Dinner gives you more format flexibility: the tasting menu runs in the evening alongside a shorter menu option, so you can calibrate spend and commitment. Lunch is a single tight window (1:45 PM to 3:15 PM) with a narrower offering. If you want the full picture of what this Michelin-starred kitchen can do, book dinner. Lunch works if your schedule demands it or you prefer à la carte.
The venue sits at €€€ with a Michelin star, so treat it as a polished dinner-out occasion: neat, put-together clothing without needing a jacket or tie. The cooking has a creative, cross-cultural personality rather than a stiff formal one, and the dress expectations likely follow that tone. Overly casual attire would feel out of place.
Book at least three to four weeks out, and longer if you are targeting a Friday or Saturday evening.
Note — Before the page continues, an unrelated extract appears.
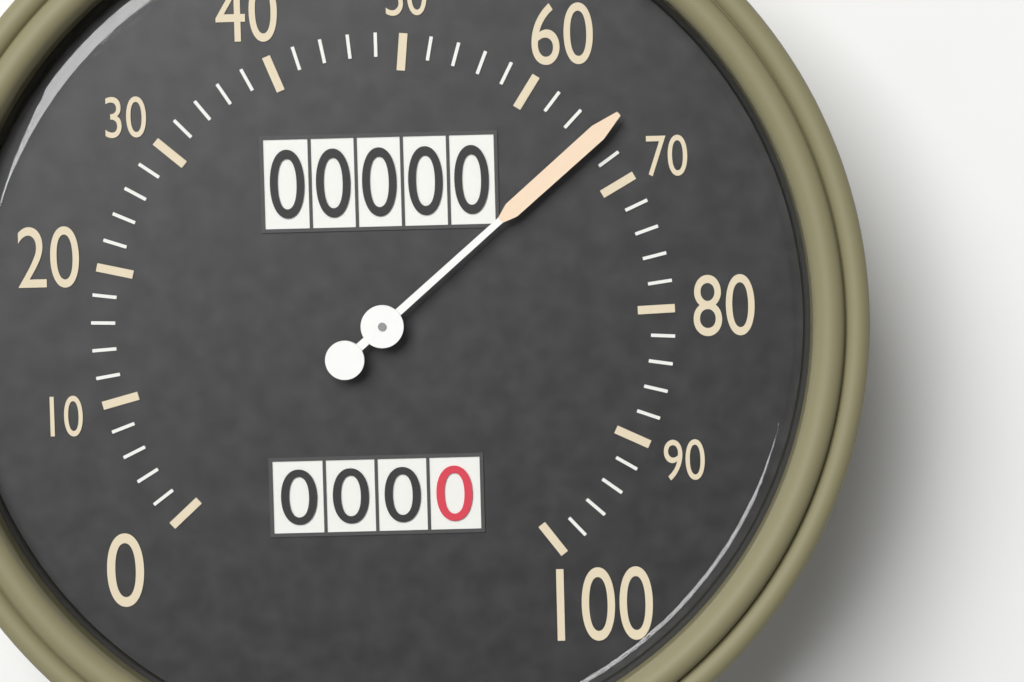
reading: 66 (no unit)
The Michelin star arrived in 2024 and tightened availability considerably. No phone number or online booking link is publicly listed, so your first step is tracking down direct contact details via search or the venue's social presence before a seat appears.
The kitchen fuses Mexican and La Rioja cooking, trained under Jordi Cruz at three-Michelin-starred ABaC, so this is not standard Spanish fine dining. The hours are short and fixed: lunch ends at 3:15 PM, dinner ends at 10:15 PM, and the restaurant is closed Monday and Tuesday. Come with a reservation, choose dinner for the tasting menu option, and expect spice levels adapted to European palates rather than full Mexican heat.
Keep this venue in your Pearl passport, rate it after you visit, and track it alongside every other place you collect.